Hey everybody,

*Use Case*

I have what I think is actually a pretty common problem.  All over my code 
base, there are uses of *inspect/2*.  This is a wonderful thing that helps 
with debugging.  It is less wonderful when it spews PII all over your logs 
/ error pages and you find yourself having sent somebody's social security 
number to DataDog or disclosed their home address on a 500 page.  Then your 
lawyer starts doing that thing where their eye twitches, you need to notify 
four different regulators on three continents, alert all of your customers 
with scary messages, are made to attend 3-hours of mandatory re-education 
wherein you learn to recite the GDPR from memory, and eventually sacrifice 
three interns to appease the compliance gods.

*Temporary Hack*

What myself and some co-conspirators have done to address this is 
overriding the *Inspect* protocol for the built-in types to redact things 
by default and then have a whitelist for the bits we want to show.  Given 
that our top-level logging metadata is a map, we can pretty much just 
whitelist keys there and call it a day.  This works fabulously, but it 
violates Erlang's expectations significantly.  While Erlang is probably 
used to that, it gets quite cross and refuses to generate a release because 
it doesn't have a good way to know which .beam file to put in the release.

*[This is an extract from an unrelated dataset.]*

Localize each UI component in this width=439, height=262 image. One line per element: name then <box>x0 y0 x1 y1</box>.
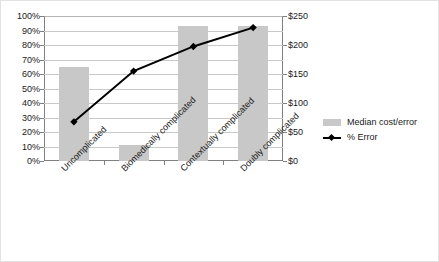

As you might imagine, I'm pretty bummed that I can't use releases and have 
to ignore tons of very alarming sounding warnings about redefining modules.

*Options*

Could we consider some solutions to make redaction require less 
unforgivable sins against code loading?  To start, three directions have 
been proposed by the various people I've talked to:


   1. Instead of implementing *Inspect* for the built-in types, do that 
   inspection in a handler for *Any*; thereby allowing overriding of the 
   built-in types easily.
   2. Wedge something into a common entry point (maybe in *Inspect.Algebra*?) 
   allows us to specify a global redaction function.  Perhaps configure this 
   with a global config value?
   3.  Implement some sort of overriding layer for just the *Inspect* 
   protocol.
   

In terms of pros and cons, for #1...

   - *Pro:* Works well for built-ins.
   - *Pro:* Implementing this is very straightforward.
   - *Pro:* This probably doesn't break any existing code, very small blast 
   radius.
   - *Con:* Doesn't work at all as soon as anything defines its own 
   inspection protocol.
   - *Con:* Isn't amenable to configuration at runtime (maybe this is not 
   an issue?).
   
As for #2...

   - *Pro:* *Can* be configured at runtime.
   - *Pro:* I have no idea how to implement this and *Inspect.Algebra* 
   scares me.
   - *Pro:* This probably doesn't break any existing code, very small blast 
   radius.
   - *Con:* Given that the Inspect protocol is pretty much "turn X into 
   string", I'm not sure how much redaction we could really do if we allow the 
   existing protocol to run.

As for #3...

   - *Pro:* This provides a clear way to just replace the protocol for a 
   given type.
   - *Pro:* Implementing this is very straightforward.
   - *Pro: *This probably doesn't break any existing code, very small blast 
   radius.
   - *Con:* It's all fun and games until a library does it, then you need 
   Override2 or 3 or 4...
   - *Con:* Probably gets redundant if there ever is a blessed way to 
   override protocols.
   - *Con:* I already pitched this to a few Elixir celebrities and they 
   thought it was a bit too hacky.

*In Closing*

So, yeah, in the long term, maybe we'll have a blessed way to override 
protocols; but, short of that, there's got to be some stopgap, right?  What 
do people think of adopting something like one of these approaches so that 
my PII problems evaporate and I can finally build some sweet, sweet 
releases?  I'll even implement it myself!  I promise!